Examples of simple image augmentations
Examples of simple image augmentations

Consistency Regularization

What if we fed the model 2 different augmented images from the same source image? We would expect it to predict the same class, right?

This is the idea behind consistency regularization, a method commonly used in SSL training. The method ensures that the classifier output remains unaffected for unlabelled examples even if is strongly augmented.

Pseudo Labeling

Another popular SSL method that has been shown to improve model generalization is pseudo-labeling. The idea behind pseudo-labeling is to use model predictions for unlabelled images as artificial labels, and subsequently to use those artificial labels to train the same model against. It may seem counter-intuitive that training a model with it’s own predictions but it has been shown to be effective especially when only confident predictions are used as psuedo labels.

How does FixMatch work?

The FixMatch algorithm combines these 2 popular SSL methods ( pseudo-labelling and consistency regularization) into a single pipeline.

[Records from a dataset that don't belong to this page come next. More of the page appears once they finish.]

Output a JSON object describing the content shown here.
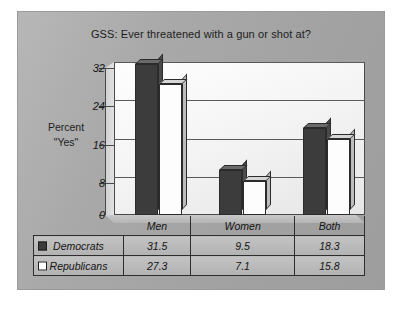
{
  "chart_data": {
    "type": "bar",
    "title": "GSS: Ever threatened with a gun or shot at?",
    "xlabel": "",
    "ylabel": "Percent \"Yes\"",
    "ylabel_line1": "Percent",
    "ylabel_line2": "\"Yes\"",
    "categories": [
      "Men",
      "Women",
      "Both"
    ],
    "series": [
      {
        "name": "Democrats",
        "values": [
          31.5,
          9.5,
          18.3
        ],
        "color": "#3c3c3c"
      },
      {
        "name": "Republicans",
        "values": [
          27.3,
          7.1,
          15.8
        ],
        "color": "#ffffff"
      }
    ],
    "yticks": [
      0,
      8,
      16,
      24,
      32
    ],
    "ylim": [
      0,
      32
    ],
    "grid": true,
    "legend_position": "data-table",
    "style": "3d-clustered-column-with-data-table"
  },
  "table": {
    "header_blank": "",
    "rows": [
      {
        "label": "Democrats",
        "swatch": "filled-square-icon",
        "cells": [
          "31.5",
          "9.5",
          "18.3"
        ]
      },
      {
        "label": "Republicans",
        "swatch": "open-square-icon",
        "cells": [
          "27.3",
          "7.1",
          "15.8"
        ]
      }
    ]
  }
}
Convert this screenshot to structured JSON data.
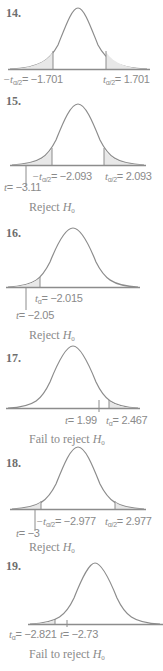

  • As shown in the diagram below we first apply a weak augmentation such as random crop, flip or translation to the unlabelled input example and use this to generate a psuedo-label based on the models predicted output. Note that we discard examples that the model is not confident about.
  • Next we apply a strong augmentation such as Cutout, RandAugment or CTAugment to the same input image and feed the result into the model. Then we can obtain an Unsupervised Loss based on the cross-entropy loss between the prediction of our strongly augmented image and the pseudo-label.
FixMatch Algorithm Overview
FixMatch Algorithm Overview

Of course, we also perform supervised learning on the labelled examples which gives us an addditional Supervised Loss. We combine these losses with a scalar hyperparameter that determines the relative contribution of the unsupervised loss in relation to the supervised loss.

Results

If we look at the results shown in the paper we can see that FixMatch outperforms existing SOTA methods on CIFAR-10 and SVHN datasets despite being simpler in comparison to many of the other methods. The number of labels in the table indicates the number of labeled examples that we’re used with the remainder of the dataset being treated as unlabelled. Given that CIFAR-10 contains 10 classes that means with just 4 labelled examples per class FixMatch was able to achieve an averge error rate of just 11.39%.

Results
Results on CIFAR-10, CIFAR-100 and SVHN datasets

The authors also evaluated the model on ImageNet to verify it’s efficacy on larger, more complex datasets. They sample 10% of the data to treat as labeled examples and the remaining 90% is considered as unlabelled. They managed to achieve a top-1 error rate of 28.54 +/- 0.52 and a top-5 error rate of 10.87 +/- 0.28 which is better than UDA and impressive considering the simplicity of the approach.

Conclusion

To sum up, owing to it’s relative simplicity and state of the art performance on a number of SSL image classification benchmarks, FixMatch presents promising tool to help break the barrier towards the adoption of machine learning that is presented by the lack of labelled data.